Hemophilia: Understanding an Invisible Risk

University of Iowa Health Science Relations
First Published: 2000
Last Revised: November 2004
Peer Review Status: Internally Peer Reviewed


Imagine one of your knees feeling like gelatin, wobbly and unstable, when you walk, or being hit hard in the arm and feeling your elbow begin to bleed internally. These are only two examples of what can happen to someone who has hemophilia.

In Iowa, approximately 200 people have been diagnosed with hemophilia. Hemophilia is a hereditary bleeding disorder that occurs when one of the blood's factors is missing, says Dr. C. Thomas Kisker, professor of pediatrics in the University of Iowa College of Medicine and principal investigator for the Great Plains Hemophilia Treatment Center (GPHTC) headquartered at UI Hospitals and Clinics. A priority of the treatment center is to educate patients, families, local health-care professionals, school personnel, and communities about hemophilia. Dispelling misconceptions is very important.

"If you touch people with hemophilia, they will not turn into a pool of blood," Kisker says. The only imitations on these individuals is that they cannot participate in heavy contact sports, such as football or boxing. Kisker notes that one of his patients is a varsity basketball player who takes preventive treatments before playing and another is a goalie on an ice hockey team.

"People with hemophilia do not bleed faster than normal, it just takes them longer to stop bleeding," Kisker notes. To stop bleeding, a person with hemophilia must inject a dose of their missing clotting factor. Ideally, this treatment should be done within minutes after the bleeding begins. While external bleeding is easily noticed, most bleeding in people with hemophilia occurs internally in joints and muscles. Symptoms such as swelling, pain, and stiffness may go unrecognized for hours.

"It is vital that people with hemophilia know when they are bleeding, which becomes easier with age and experience," Kisker says. People with severe hemophilia have between three and six bleeding episodes each month, while those with moderate hemophilia may need two to four treatments annually. Those with mild hemophilia are generally treated once every several years.

If parents are unaware they carry the defective hemophilia gene, the disorder may go undetected in an affected child for months after birth. Males are at greater risk for hemophilia while women are rarely afflicted with the disorder. In the United States, an estimated one in every 5,000 males has hemophilia. Because scientists have identified the hemophilia gene, therapies using replacement genes are being studied.

"Genetic engineering is the hope of the future," Kisker says. "Studies are underway using gene transplant to generate what is missing."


Task brief. How many lines in these records include the string "cyntaf"? Reply with that number alone.

::::::::

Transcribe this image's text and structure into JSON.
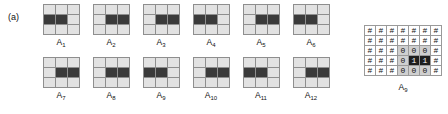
{
  "figure": {
    "panel_a": {
      "tag": "(a)",
      "patterns": [
        {
          "label": "A",
          "index": "1",
          "matrix": [
            [
              0,
              0,
              0
            ],
            [
              1,
              1,
              0
            ],
            [
              0,
              0,
              0
            ]
          ]
        },
        {
          "label": "A",
          "index": "2",
          "matrix": [
            [
              0,
              0,
              0
            ],
            [
              0,
              1,
              1
            ],
            [
              0,
              0,
              0
            ]
          ]
        },
        {
          "label": "A",
          "index": "3",
          "matrix": [
            [
              0,
              0,
              0
            ],
            [
              0,
              1,
              1
            ],
            [
              0,
              0,
              0
            ]
          ]
        },
        {
          "label": "A",
          "index": "4",
          "matrix": [
            [
              0,
              0,
              0
            ],
            [
              1,
              1,
              0
            ],
            [
              0,
              0,
              0
            ]
          ]
        },
        {
          "label": "A",
          "index": "5",
          "matrix": [
            [
              0,
              0,
              0
            ],
            [
              0,
              1,
              1
            ],
            [
              0,
              0,
              0
            ]
          ]
        },
        {
          "label": "A",
          "index": "6",
          "matrix": [
            [
              0,
              0,
              0
            ],
            [
              1,
              1,
              0
            ],
            [
              0,
              0,
              0
            ]
          ]
        },
        {
          "label": "A",
          "index": "7",
          "matrix": [
            [
              0,
              0,
              0
            ],
            [
              0,
              1,
              1
            ],
            [
              0,
              0,
              0
            ]
          ]
        },
        {
          "label": "A",
          "index": "8",
          "matrix": [
            [
              0,
              0,
              0
            ],
            [
              0,
              1,
              1
            ],
            [
              0,
              0,
              0
            ]
          ]
        },
        {
          "label": "A",
          "index": "9",
          "matrix": [
            [
              0,
              0,
              0
            ],
            [
              1,
              1,
              0
            ],
            [
              0,
              0,
              0
            ]
          ]
        },
        {
          "label": "A",
          "index": "10",
          "matrix": [
            [
              0,
              0,
              0
            ],
            [
              0,
              1,
              1
            ],
            [
              0,
              0,
              0
            ]
          ]
        },
        {
          "label": "A",
          "index": "11",
          "matrix": [
            [
              0,
              0,
              0
            ],
            [
              1,
              1,
              0
            ],
            [
              0,
              0,
              0
            ]
          ]
        },
        {
          "label": "A",
          "index": "12",
          "matrix": [
            [
              0,
              0,
              0
            ],
            [
              0,
              1,
              1
            ],
            [
              0,
              0,
              0
            ]
          ]
        }
      ]
    },
    "panel_b": {
      "tag": "b)",
      "label": "A",
      "label_index": "9",
      "char_grid": [
        [
          "#",
          "#",
          "#",
          "#",
          "#",
          "#",
          "#"
        ],
        [
          "#",
          "#",
          "#",
          "#",
          "#",
          "#",
          "#"
        ],
        [
          "#",
          "#",
          "#",
          "0",
          "0",
          "0",
          "#"
        ],
        [
          "#",
          "#",
          "#",
          "0",
          "1",
          "1",
          "#"
        ],
        [
          "#",
          "#",
          "#",
          "0",
          "0",
          "0",
          "#"
        ]
      ]
    },
    "colors": {
      "cell_off": "#e2e2e2",
      "cell_on": "#3a3a3a",
      "grid_line": "#8e8e8e",
      "char_zero_bg": "#cfcfcf",
      "char_one_bg": "#1e1e1e",
      "text": "#111111",
      "background": "#ffffff"
    }
  }
}
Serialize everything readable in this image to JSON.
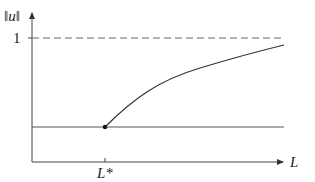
{
  "diagram": {
    "y_axis_label": "‖u‖",
    "x_axis_label": "L",
    "y_tick_label": "1",
    "x_tick_label": "L*",
    "elements": [
      {
        "name": "asymptote",
        "style": "dashed",
        "value": "1"
      },
      {
        "name": "lower-branch",
        "style": "solid horizontal"
      },
      {
        "name": "upper-branch",
        "style": "solid increasing concave curve starting at L*"
      },
      {
        "name": "bifurcation-point",
        "style": "filled dot at L*"
      }
    ],
    "colors": {
      "axis": "#444444",
      "curve": "#333333",
      "dashed": "#666666"
    }
  }
}
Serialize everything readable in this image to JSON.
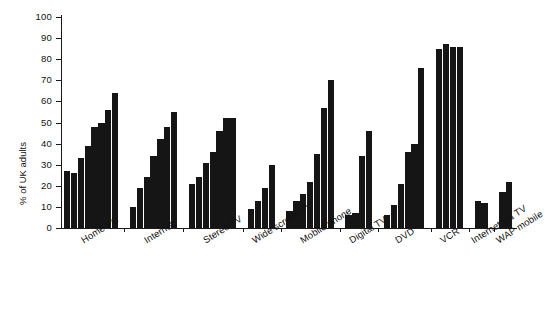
{
  "chart": {
    "type": "bar",
    "title": "",
    "ylabel": "% of UK adults",
    "xlabel": "",
    "ylim": [
      0,
      100
    ],
    "ytick_values": [
      0,
      10,
      20,
      30,
      40,
      50,
      60,
      70,
      80,
      90,
      100
    ],
    "ytick_labels": [
      "0",
      "10",
      "20",
      "30",
      "40",
      "50",
      "60",
      "70",
      "80",
      "90",
      "100"
    ],
    "grid": false,
    "legend": "none",
    "bar_color": "#151515",
    "axis_color": "#1a1a1a"
  },
  "chart_data": {
    "type": "bar",
    "title": "",
    "xlabel": "",
    "ylabel": "% of UK adults",
    "ylim": [
      0,
      100
    ],
    "grid": false,
    "legend": "none",
    "categories": [
      "Home PC",
      "Internet",
      "Stereo TV",
      "Wide screen TV",
      "Mobile phone",
      "Digital TV",
      "DVD",
      "VCR",
      "Internet via TV",
      "WAP mobile"
    ],
    "groups": [
      {
        "category": "Home PC",
        "values": [
          27,
          26,
          33,
          39,
          48,
          50,
          56,
          64
        ]
      },
      {
        "category": "Internet",
        "values": [
          10,
          19,
          24,
          34,
          42,
          48,
          55
        ]
      },
      {
        "category": "Stereo TV",
        "values": [
          21,
          24,
          31,
          36,
          46,
          52,
          52
        ]
      },
      {
        "category": "Wide screen TV",
        "values": [
          9,
          13,
          19,
          30
        ]
      },
      {
        "category": "Mobile phone",
        "values": [
          8,
          13,
          16,
          22,
          35,
          57,
          70
        ]
      },
      {
        "category": "Digital TV",
        "values": [
          6,
          7,
          34,
          46
        ]
      },
      {
        "category": "DVD",
        "values": [
          6,
          11,
          21,
          36,
          40,
          76
        ]
      },
      {
        "category": "VCR",
        "values": [
          85,
          87,
          86,
          86
        ]
      },
      {
        "category": "Internet via TV",
        "values": [
          13,
          12
        ]
      },
      {
        "category": "WAP mobile",
        "values": [
          17,
          22
        ]
      }
    ]
  }
}
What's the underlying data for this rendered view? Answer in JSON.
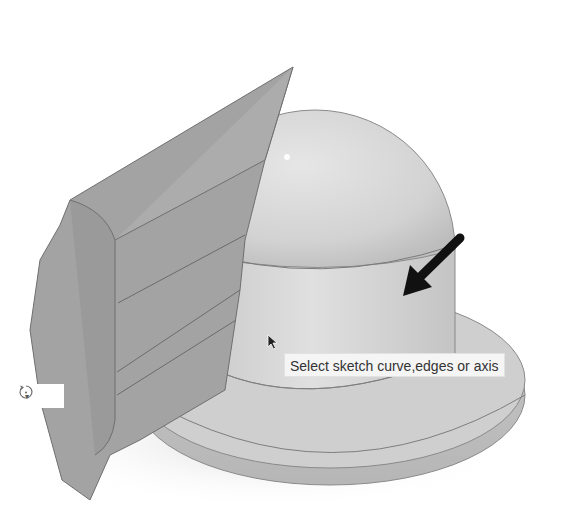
{
  "viewport": {
    "model": "3D model: dome on cylindrical body with flanged base and a swept/extruded side body",
    "background": "#ffffff",
    "body_color": "#d3d3d3",
    "side_body_color": "#9e9e9e",
    "edge_color": "#6f6f6f"
  },
  "tooltip": {
    "text": "Select sketch curve,edges or axis"
  },
  "annotation": {
    "arrow_icon": "arrow-down-left-icon",
    "arrow_color": "#111111"
  },
  "cursor": {
    "icon": "mouse-pointer-icon"
  },
  "orbit_control": {
    "icon": "orbit-icon",
    "dropdown_icon": "caret-down-icon",
    "caret": "▾"
  }
}
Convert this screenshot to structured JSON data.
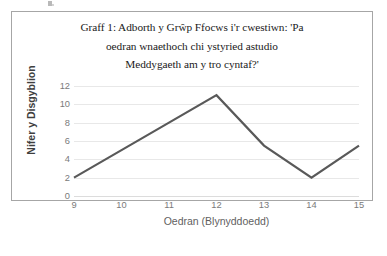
{
  "chart_data": {
    "type": "line",
    "title": "Graff 1: Adborth y Grŵp Ffocws i'r cwestiwn: 'Pa oedran wnaethoch chi ystyried astudio Meddygaeth am y tro cyntaf?'",
    "title_lines": [
      "Graff 1: Adborth y Grŵp Ffocws i'r cwestiwn: 'Pa",
      "oedran wnaethoch chi ystyried astudio",
      "Meddygaeth am y tro cyntaf?'"
    ],
    "xlabel": "Oedran (Blynyddoedd)",
    "ylabel": "Nifer y Disgyblion",
    "x": [
      9,
      10,
      11,
      12,
      13,
      14,
      15
    ],
    "xtick_labels": [
      "9",
      "10",
      "11",
      "12",
      "13",
      "14",
      "15"
    ],
    "values": [
      2,
      5,
      8,
      11,
      5.5,
      2,
      5.5
    ],
    "ytick_labels": [
      "12",
      "10",
      "8",
      "6",
      "4",
      "2",
      "0"
    ],
    "yticks": [
      12,
      10,
      8,
      6,
      4,
      2,
      0
    ],
    "ylim": [
      0,
      12
    ],
    "xlim": [
      9,
      15
    ],
    "grid": "horizontal",
    "legend": "none",
    "series_color": "#595959",
    "grid_color": "#e8e8e8",
    "tick_text_color": "#7a7a7a",
    "axis_title_color": "#5f5f5f",
    "frame_border_color": "#a6a6a6",
    "background": "#ffffff"
  }
}
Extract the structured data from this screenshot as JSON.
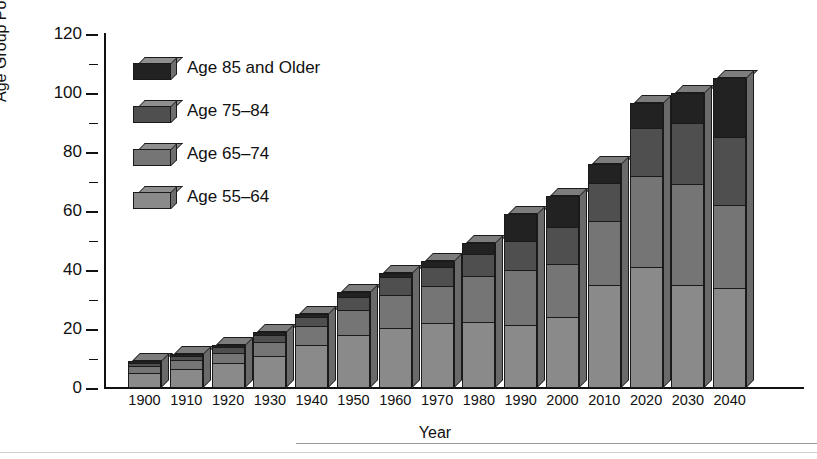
{
  "chart_data": {
    "type": "bar",
    "stacked": true,
    "title": "",
    "xlabel": "Year",
    "ylabel": "Age Group Population (millions)",
    "ylim": [
      0,
      120
    ],
    "ytick_values": [
      0,
      20,
      40,
      60,
      80,
      100,
      120
    ],
    "ytick_labels": [
      "0",
      "20",
      "40",
      "60",
      "80",
      "100",
      "120"
    ],
    "yminor_step": 10,
    "grid": false,
    "legend_position": "upper-left-inside",
    "categories": [
      "1900",
      "1910",
      "1920",
      "1930",
      "1940",
      "1950",
      "1960",
      "1970",
      "1980",
      "1990",
      "2000",
      "2010",
      "2020",
      "2030",
      "2040"
    ],
    "series": [
      {
        "name": "Age 55-64",
        "label": "Age 55–64",
        "color": "#8a8a8a",
        "values": [
          5.0,
          6.5,
          8.5,
          11.0,
          14.5,
          18.0,
          20.5,
          22.0,
          22.5,
          21.5,
          24.0,
          35.0,
          41.0,
          35.0,
          34.0
        ]
      },
      {
        "name": "Age 65-74",
        "label": "Age 65–74",
        "color": "#757575",
        "values": [
          2.5,
          3.0,
          3.5,
          4.5,
          6.5,
          8.5,
          11.0,
          12.5,
          15.5,
          18.5,
          18.0,
          21.5,
          31.0,
          34.0,
          28.0
        ]
      },
      {
        "name": "Age 75-84",
        "label": "Age 75–84",
        "color": "#4f4f4f",
        "values": [
          1.0,
          1.5,
          2.0,
          2.5,
          3.0,
          4.5,
          6.0,
          6.5,
          7.5,
          10.0,
          12.5,
          13.0,
          16.0,
          21.0,
          23.0
        ]
      },
      {
        "name": "Age 85 and Older",
        "label": "Age 85 and Older",
        "color": "#222222",
        "values": [
          0.5,
          0.5,
          0.5,
          1.0,
          1.0,
          1.5,
          1.5,
          2.0,
          3.5,
          9.0,
          10.5,
          6.5,
          8.5,
          10.0,
          20.0
        ]
      }
    ],
    "totals": [
      9.0,
      11.5,
      14.5,
      19.0,
      25.0,
      32.5,
      39.0,
      43.0,
      49.0,
      59.0,
      65.0,
      76.0,
      96.5,
      100.0,
      105.0
    ]
  }
}
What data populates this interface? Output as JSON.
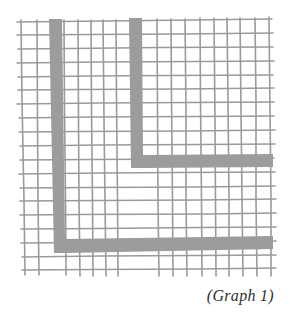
{
  "figure": {
    "caption": "(Graph 1)",
    "colors": {
      "background": "#ffffff",
      "grid_line": "#9a9a9a",
      "path_fill": "#9c9c9c",
      "caption_text": "#2e2e2e"
    },
    "grid": {
      "description": "hand-drawn square grid paper",
      "columns": 18,
      "rows": 18
    },
    "paths": [
      {
        "name": "outer-L-path",
        "shape": "L",
        "description": "thick gray band running down the left side then right along the bottom"
      },
      {
        "name": "inner-L-path",
        "shape": "L",
        "description": "thick gray band running down the middle then right to the edge"
      }
    ]
  }
}
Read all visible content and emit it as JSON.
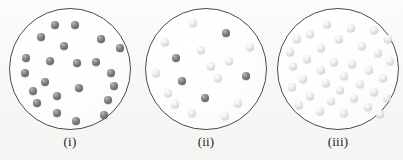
{
  "figure": {
    "background_color": "#f7f7f6",
    "circle_outline_color": "#4b4b4b",
    "dark_sphere_color": "#6e6e6e",
    "light_sphere_color": "#dedede",
    "panel_count": 3
  },
  "panels": [
    {
      "label": "(i)",
      "name": "container-i",
      "left": 9,
      "circle": {
        "x": 9,
        "y": 8,
        "diameter": 122
      },
      "sphere_count": 20,
      "dark_count": 20,
      "light_count": 0,
      "spheres": [
        {
          "x": 46,
          "y": 17,
          "r": 4.0,
          "shade": "dark"
        },
        {
          "x": 66,
          "y": 17,
          "r": 4.0,
          "shade": "dark"
        },
        {
          "x": 32,
          "y": 29,
          "r": 4.0,
          "shade": "dark"
        },
        {
          "x": 92,
          "y": 31,
          "r": 4.0,
          "shade": "dark"
        },
        {
          "x": 55,
          "y": 38,
          "r": 4.0,
          "shade": "dark"
        },
        {
          "x": 111,
          "y": 40,
          "r": 3.8,
          "shade": "dark"
        },
        {
          "x": 17,
          "y": 50,
          "r": 4.0,
          "shade": "dark"
        },
        {
          "x": 41,
          "y": 53,
          "r": 4.0,
          "shade": "dark"
        },
        {
          "x": 68,
          "y": 55,
          "r": 4.0,
          "shade": "dark"
        },
        {
          "x": 87,
          "y": 54,
          "r": 4.0,
          "shade": "dark"
        },
        {
          "x": 16,
          "y": 65,
          "r": 4.0,
          "shade": "dark"
        },
        {
          "x": 102,
          "y": 65,
          "r": 4.0,
          "shade": "dark"
        },
        {
          "x": 36,
          "y": 74,
          "r": 4.0,
          "shade": "dark"
        },
        {
          "x": 105,
          "y": 78,
          "r": 4.0,
          "shade": "dark"
        },
        {
          "x": 24,
          "y": 83,
          "r": 4.0,
          "shade": "dark"
        },
        {
          "x": 70,
          "y": 80,
          "r": 4.0,
          "shade": "dark"
        },
        {
          "x": 28,
          "y": 95,
          "r": 4.0,
          "shade": "dark"
        },
        {
          "x": 48,
          "y": 88,
          "r": 4.0,
          "shade": "dark"
        },
        {
          "x": 99,
          "y": 92,
          "r": 4.0,
          "shade": "dark"
        },
        {
          "x": 48,
          "y": 105,
          "r": 4.0,
          "shade": "dark"
        },
        {
          "x": 95,
          "y": 107,
          "r": 4.0,
          "shade": "dark"
        },
        {
          "x": 67,
          "y": 113,
          "r": 4.0,
          "shade": "dark"
        }
      ]
    },
    {
      "label": "(ii)",
      "name": "container-ii",
      "left": 145,
      "circle": {
        "x": 145,
        "y": 8,
        "diameter": 122
      },
      "sphere_count": 18,
      "dark_count": 7,
      "light_count": 11,
      "spheres": [
        {
          "x": 48,
          "y": 15,
          "r": 4.0,
          "shade": "light"
        },
        {
          "x": 81,
          "y": 25,
          "r": 4.0,
          "shade": "dark"
        },
        {
          "x": 20,
          "y": 34,
          "r": 4.0,
          "shade": "light"
        },
        {
          "x": 105,
          "y": 39,
          "r": 4.0,
          "shade": "light"
        },
        {
          "x": 56,
          "y": 42,
          "r": 4.0,
          "shade": "light"
        },
        {
          "x": 31,
          "y": 50,
          "r": 4.0,
          "shade": "dark"
        },
        {
          "x": 84,
          "y": 53,
          "r": 4.0,
          "shade": "light"
        },
        {
          "x": 11,
          "y": 65,
          "r": 4.0,
          "shade": "light"
        },
        {
          "x": 73,
          "y": 70,
          "r": 4.0,
          "shade": "light"
        },
        {
          "x": 101,
          "y": 68,
          "r": 4.0,
          "shade": "dark"
        },
        {
          "x": 37,
          "y": 73,
          "r": 4.0,
          "shade": "dark"
        },
        {
          "x": 23,
          "y": 85,
          "r": 4.0,
          "shade": "light"
        },
        {
          "x": 60,
          "y": 90,
          "r": 4.0,
          "shade": "dark"
        },
        {
          "x": 93,
          "y": 95,
          "r": 4.0,
          "shade": "light"
        },
        {
          "x": 47,
          "y": 105,
          "r": 4.0,
          "shade": "light"
        },
        {
          "x": 80,
          "y": 108,
          "r": 4.0,
          "shade": "light"
        },
        {
          "x": 30,
          "y": 96,
          "r": 3.6,
          "shade": "light"
        },
        {
          "x": 66,
          "y": 58,
          "r": 3.6,
          "shade": "light"
        }
      ]
    },
    {
      "label": "(iii)",
      "name": "container-iii",
      "left": 277,
      "circle": {
        "x": 277,
        "y": 8,
        "diameter": 122
      },
      "sphere_count": 35,
      "dark_count": 0,
      "light_count": 35,
      "spheres": [
        {
          "x": 50,
          "y": 16,
          "r": 3.8,
          "shade": "light"
        },
        {
          "x": 74,
          "y": 20,
          "r": 3.8,
          "shade": "light"
        },
        {
          "x": 97,
          "y": 22,
          "r": 3.8,
          "shade": "light"
        },
        {
          "x": 33,
          "y": 26,
          "r": 3.8,
          "shade": "light"
        },
        {
          "x": 62,
          "y": 31,
          "r": 3.8,
          "shade": "light"
        },
        {
          "x": 111,
          "y": 31,
          "r": 3.8,
          "shade": "light"
        },
        {
          "x": 20,
          "y": 31,
          "r": 3.8,
          "shade": "light"
        },
        {
          "x": 44,
          "y": 40,
          "r": 3.8,
          "shade": "light"
        },
        {
          "x": 85,
          "y": 38,
          "r": 3.8,
          "shade": "light"
        },
        {
          "x": 13,
          "y": 44,
          "r": 3.8,
          "shade": "light"
        },
        {
          "x": 101,
          "y": 45,
          "r": 3.8,
          "shade": "light"
        },
        {
          "x": 30,
          "y": 51,
          "r": 3.8,
          "shade": "light"
        },
        {
          "x": 57,
          "y": 54,
          "r": 3.8,
          "shade": "light"
        },
        {
          "x": 75,
          "y": 56,
          "r": 3.8,
          "shade": "light"
        },
        {
          "x": 113,
          "y": 53,
          "r": 3.8,
          "shade": "light"
        },
        {
          "x": 16,
          "y": 58,
          "r": 3.8,
          "shade": "light"
        },
        {
          "x": 44,
          "y": 62,
          "r": 3.8,
          "shade": "light"
        },
        {
          "x": 92,
          "y": 62,
          "r": 3.8,
          "shade": "light"
        },
        {
          "x": 67,
          "y": 68,
          "r": 3.8,
          "shade": "light"
        },
        {
          "x": 26,
          "y": 71,
          "r": 3.8,
          "shade": "light"
        },
        {
          "x": 106,
          "y": 70,
          "r": 3.8,
          "shade": "light"
        },
        {
          "x": 49,
          "y": 75,
          "r": 3.8,
          "shade": "light"
        },
        {
          "x": 83,
          "y": 76,
          "r": 3.8,
          "shade": "light"
        },
        {
          "x": 15,
          "y": 79,
          "r": 3.8,
          "shade": "light"
        },
        {
          "x": 63,
          "y": 82,
          "r": 3.8,
          "shade": "light"
        },
        {
          "x": 97,
          "y": 84,
          "r": 3.8,
          "shade": "light"
        },
        {
          "x": 33,
          "y": 88,
          "r": 3.8,
          "shade": "light"
        },
        {
          "x": 77,
          "y": 90,
          "r": 3.8,
          "shade": "light"
        },
        {
          "x": 54,
          "y": 93,
          "r": 3.8,
          "shade": "light"
        },
        {
          "x": 110,
          "y": 90,
          "r": 3.8,
          "shade": "light"
        },
        {
          "x": 22,
          "y": 97,
          "r": 3.8,
          "shade": "light"
        },
        {
          "x": 91,
          "y": 99,
          "r": 3.8,
          "shade": "light"
        },
        {
          "x": 43,
          "y": 103,
          "r": 3.8,
          "shade": "light"
        },
        {
          "x": 67,
          "y": 105,
          "r": 3.8,
          "shade": "light"
        },
        {
          "x": 103,
          "y": 106,
          "r": 3.8,
          "shade": "light"
        }
      ]
    }
  ]
}
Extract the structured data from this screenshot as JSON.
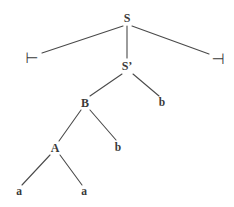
{
  "figure": {
    "kind": "parse-tree",
    "background_color": "#ffffff",
    "ink_color": "#3a3a3a",
    "edge_color": "#4a4a4a",
    "width": 234,
    "height": 207
  },
  "nodes": [
    {
      "id": "S",
      "label": "S",
      "x": 127,
      "y": 18,
      "kind": "nonterminal"
    },
    {
      "id": "LEFTEND",
      "label": "⊢",
      "x": 32,
      "y": 58,
      "kind": "endmarker"
    },
    {
      "id": "SPRIME",
      "label": "S’",
      "x": 127,
      "y": 66,
      "kind": "nonterminal"
    },
    {
      "id": "RIGHTEND",
      "label": "⊣",
      "x": 218,
      "y": 59,
      "kind": "endmarker"
    },
    {
      "id": "B",
      "label": "B",
      "x": 85,
      "y": 103,
      "kind": "nonterminal"
    },
    {
      "id": "b1",
      "label": "b",
      "x": 162,
      "y": 103,
      "kind": "terminal"
    },
    {
      "id": "A",
      "label": "A",
      "x": 55,
      "y": 148,
      "kind": "nonterminal"
    },
    {
      "id": "b2",
      "label": "b",
      "x": 118,
      "y": 148,
      "kind": "terminal"
    },
    {
      "id": "a1",
      "label": "a",
      "x": 19,
      "y": 192,
      "kind": "terminal"
    },
    {
      "id": "a2",
      "label": "a",
      "x": 84,
      "y": 192,
      "kind": "terminal"
    }
  ],
  "edges": [
    {
      "from": "S",
      "to": "LEFTEND",
      "x1": 123,
      "y1": 26,
      "x2": 42,
      "y2": 53
    },
    {
      "from": "S",
      "to": "SPRIME",
      "x1": 127,
      "y1": 26,
      "x2": 127,
      "y2": 58
    },
    {
      "from": "S",
      "to": "RIGHTEND",
      "x1": 132,
      "y1": 26,
      "x2": 209,
      "y2": 54
    },
    {
      "from": "SPRIME",
      "to": "B",
      "x1": 122,
      "y1": 74,
      "x2": 90,
      "y2": 96
    },
    {
      "from": "SPRIME",
      "to": "b1",
      "x1": 133,
      "y1": 74,
      "x2": 159,
      "y2": 96
    },
    {
      "from": "B",
      "to": "A",
      "x1": 81,
      "y1": 110,
      "x2": 59,
      "y2": 141
    },
    {
      "from": "B",
      "to": "b2",
      "x1": 90,
      "y1": 110,
      "x2": 116,
      "y2": 140
    },
    {
      "from": "A",
      "to": "a1",
      "x1": 50,
      "y1": 155,
      "x2": 22,
      "y2": 185
    },
    {
      "from": "A",
      "to": "a2",
      "x1": 60,
      "y1": 155,
      "x2": 82,
      "y2": 185
    }
  ]
}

::::::::

Answer area. 2